Wick's final contribution to the show, Spirit of 2001, occupies the tiny first-floor elevator foyer. It's an endless video loop that pairs a blank, rolling, blue screen with an audio track of someone whistling the theme from Star Trek -- over and over and over. Heard from a distance, before I could figure out the tune, it was intriguing. Ultimately, however, it becomes irritating.

After the mordant whimsy of Trombly and Wick, the momentum of "Reduced" wanes slightly in the long, narrow center gallery, in which only one work is displayed. It's called Shroud, by Scicluna, and is composed of a wall's worth of big pieces of translucent paper, covered with wax rubbings from bricks on the Art and Culture center's walkway.
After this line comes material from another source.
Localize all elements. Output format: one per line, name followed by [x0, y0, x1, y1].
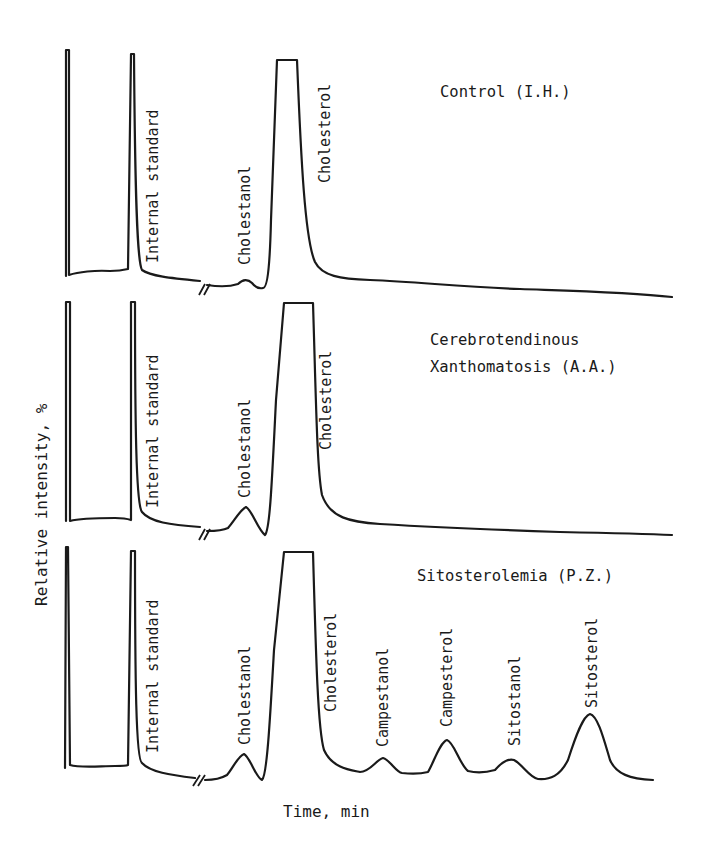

The bricks are etched with the names of people living and dead, as well as some arts organizations, so the shroud becomes a weird sort of memorial.

It helps to know that long before it became a museum, the Art and Culture Center was a funeral home. That bit of knowledge also informs Scicluna's other work here, a mixed-media wall sculpture called limbolimbo, which combines a coat hook from an embalming room, a cabinet door, and a Native American dreamcatcher.

The exhibition finale is Baldessari's black-and-white 1971 video I Am Making Art, in which the artist spends nearly 19 minutes making meaningless movements and gestures while endlessly, rapidly repeating the title words in a solemn monotone. Like the rest of "Reduced," this work transcends its potential pretentiousness by virtue of its deadpan attitude. Don't take this exhibition too seriously and maybe you'll have as much fun with it as I did.